INSIGHT: NPRA '07 -Seeking new growth platforms

26 March 2007 00:16  [Source: ICIS news]

By Nigel Davis

SAN ANTONIO, Texas (ICIS news)--Producers in North America and indeed globally continue to seek new platforms for growth.

The sector relies heavily on technology and on feedstock advantage, and US producers particularly have lost one key driver but not necessarily the other.

With US ethylene growth forecast to be flat out for the next five years, the market will remain competitive and fluctuations in downstream demand met increasingly by imports. Those imports could have a serious deleterious effect on industry operating rates and profitability.

However, high global plant construction costs – and subsequent project delays – may alleviate the situation.

At or near the top of their profitability cycle, producers are rightly concerned with just how much longer the good times can last.

Prices have held up remarkably well despite feedstock cost volatility. The fact that they have suggests more than anything that the writing (in terms of the inevitable downturn) is not yet on the wall.

The drive outside the US - in the Middle East, in Asia, Latin America and in some instances even in Europe - is more about boosting growth. Pockets of advantage are being snapped up.

Producers in faster growing markets see opportunities to consolidate regional businesses and grow. There is the money around to invest big time in chemicals.

In large established markets, the drivers are different and there are nuances. Nevertheless, investment dollars are the key, as is widely apparent at this year's NPRA chemical conference..

The cash being generated now is being used differently – to seek out new markets and for many players more market-led opportunities, rather than simply to add capacity.
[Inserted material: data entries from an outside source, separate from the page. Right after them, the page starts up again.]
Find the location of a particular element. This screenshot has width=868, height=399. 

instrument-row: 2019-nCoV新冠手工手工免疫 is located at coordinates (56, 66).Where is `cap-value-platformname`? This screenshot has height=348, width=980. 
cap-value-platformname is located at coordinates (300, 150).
Creating new growth platforms relies more heavily on clever M&A (merger and acquisition) activity and technology. Some moves have created great interest, and others over the coming months surely will.
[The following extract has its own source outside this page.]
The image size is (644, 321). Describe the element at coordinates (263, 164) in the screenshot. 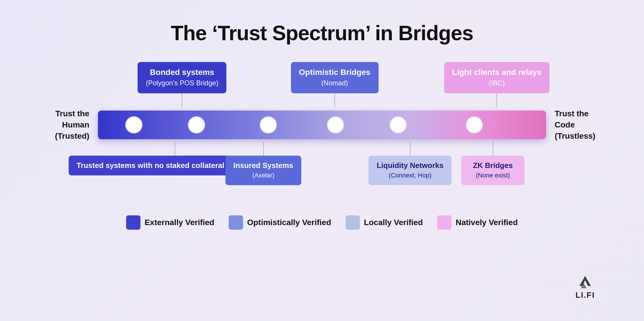

I see `insured-systems-slot: Insured Systems (Axelar)` at that location.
The (M&A) market in chemicals has been also opened up. No longer simply the playground of industry stalwarts, private equity continues to make its mark. New producers have stepped into the scene. Possibly hedge funds will follow.

For the chemicals majors, dealing with industry volatility is one thing. Competing in a world where entrepreneurs of many types seek competitive advantage is another. The petrochemicals business has globalised and has increasingly become a plaything in global capital markets. There are great forces at work.